The pages of The Great and Calamitous Tale of Johan Thoms appear to contain more letters than the pages of other books; the style is verbose and energetic, and afterthoughts and digressions are as significant as the plot.
Or, one might say, afterthoughts and digressions are the plot. Perhaps the hinges of history do turn on the lives of individuals, but Johan is simultaneously significant and meaningless, depending on one’s perspective.
And is that not true of each of us, to varying degrees. One person’s main event is another person’s digression. It is all relative, all inter-connected.
“This meant a total death toll, since that first bullet had entered Ferdinand’s neck outside Schiller’s sandwich shop, well into nine (and nearing ten) figures, all on Johan’s conscience. One billion, if one were to have counted the direct, the indirect, the secondary, the tertiary, and the more distant casualties, all relevant according to his massively engorged guilt gland.”

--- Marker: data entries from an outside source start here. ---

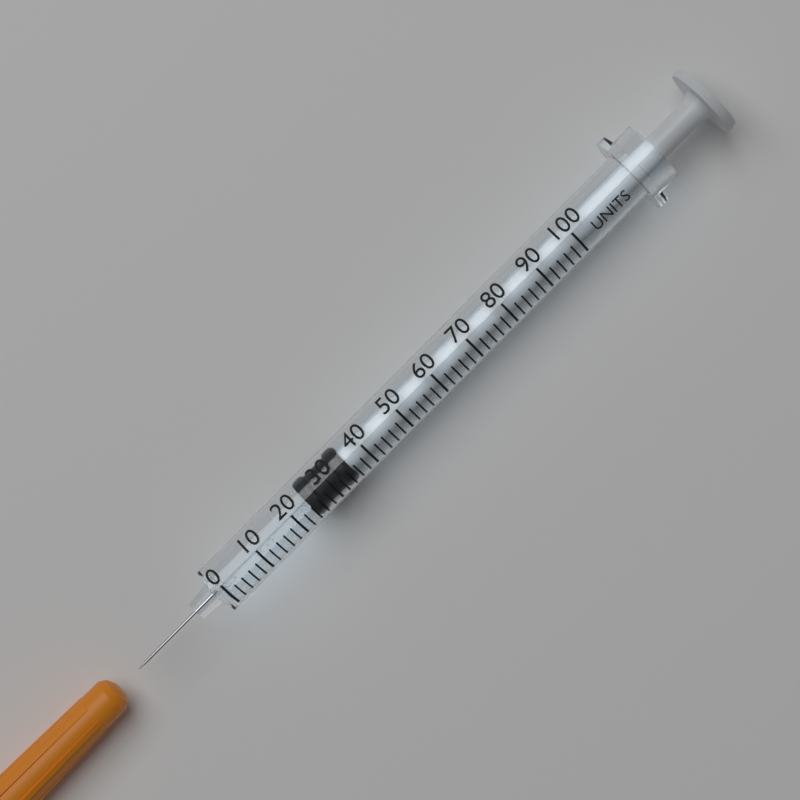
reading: 24 units
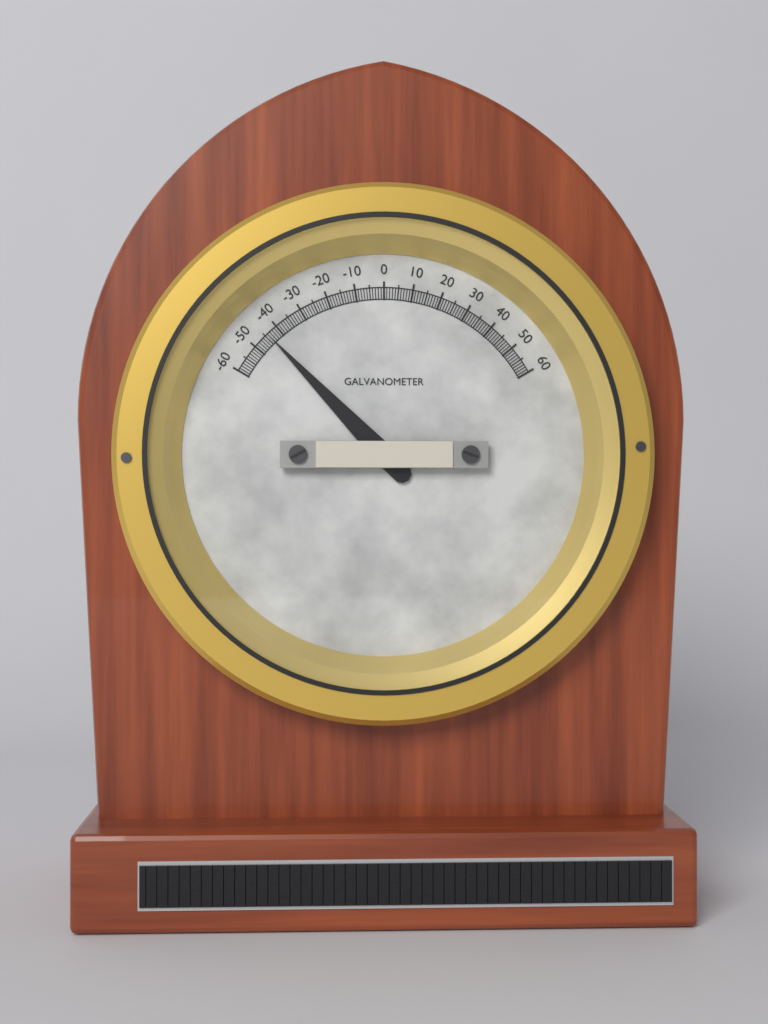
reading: -44 (no unit)
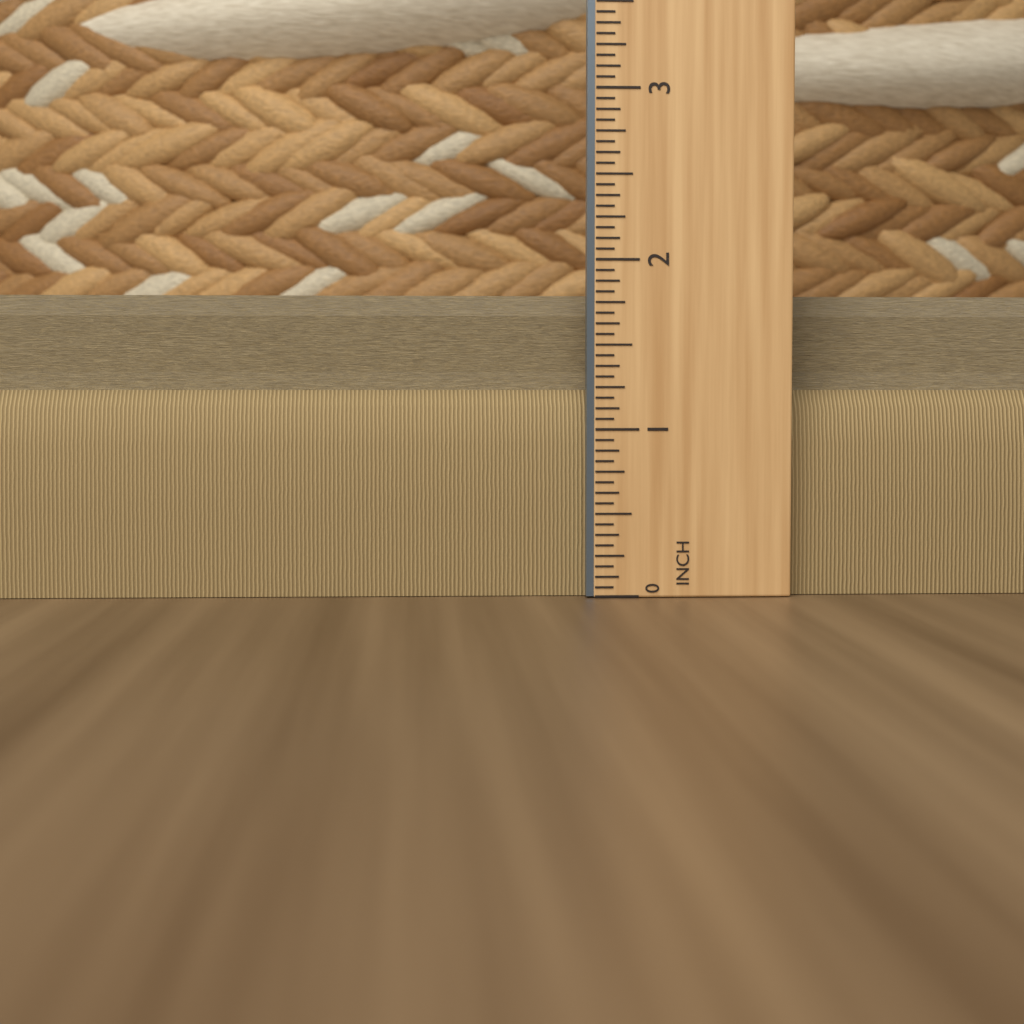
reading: 1.8125 in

Johan feels responsible for all of these deaths. It is only his madness which shields him from the true enormity of his guilt, his “even deeper unshiftable regret”.
And there is another matter which haunts Johan as well. (But, there, spoilers lurk. We all know something of the Great War, but Johan Thom’s romance with Lorelei is yet to be explored.)
“Dorothy’s wish had been granted, for Johan Thoms was indeed in a trench. The deepest of psychotic trenches. He was in a self-induced, protective twilight world.”
(Dorothy, who? That’s Dorothy Parker. Johan gets to know a lot of interesting people while suffering his delusions and grappling with regret and overwhelming responsibility.)
When discussing the reasons that WWI appears frequently on the pages of Canadian fiction, Antanas Sileka refers to the fact that it was, arguably, the event which made a nation of Canada.*
Along the same lines, that wrong turn is, arguably, the event which made a character of Johan Tomes.
As the accordian with the broken key and the urine-soaked pants in Aleksander Hemon’s matter story, the details in The Great and Calamitous Tale of Johan Thoms offer a peculiar and delightfully disorienting adjunct to the historical record.
Ian Thornton’s debut tells a great and calamitous tale with a light hand: irresponsibly, shamelessly, and boldly. (Enjoy the trailer below. It makes me smile.)
* “The Next Chapter”, Discussion with Shelagh Rogers, January 13, 2013: Podcast here
Ian Thornton will be at this year’s IFOA. The Great and Calamitous Tale of Johan Thoms is my latest IFOA Wednesday read: great fun.
What a delightfully quirky title and such a tempting cover design. And “afterthoughts and digressions are the plot” and the leading character is “simultaneously significant and meaningless”? Sounds like it should be an entertaining read!
The presentation is fantastic. I enjoyed it, but I think I would have loved it if I’d read it when I was studying history in school: the irreverent and bawdy humour, in that particular historical context, would have had me in near-constant fits of giggles I think. If you decide to give it a go, let me know what you think.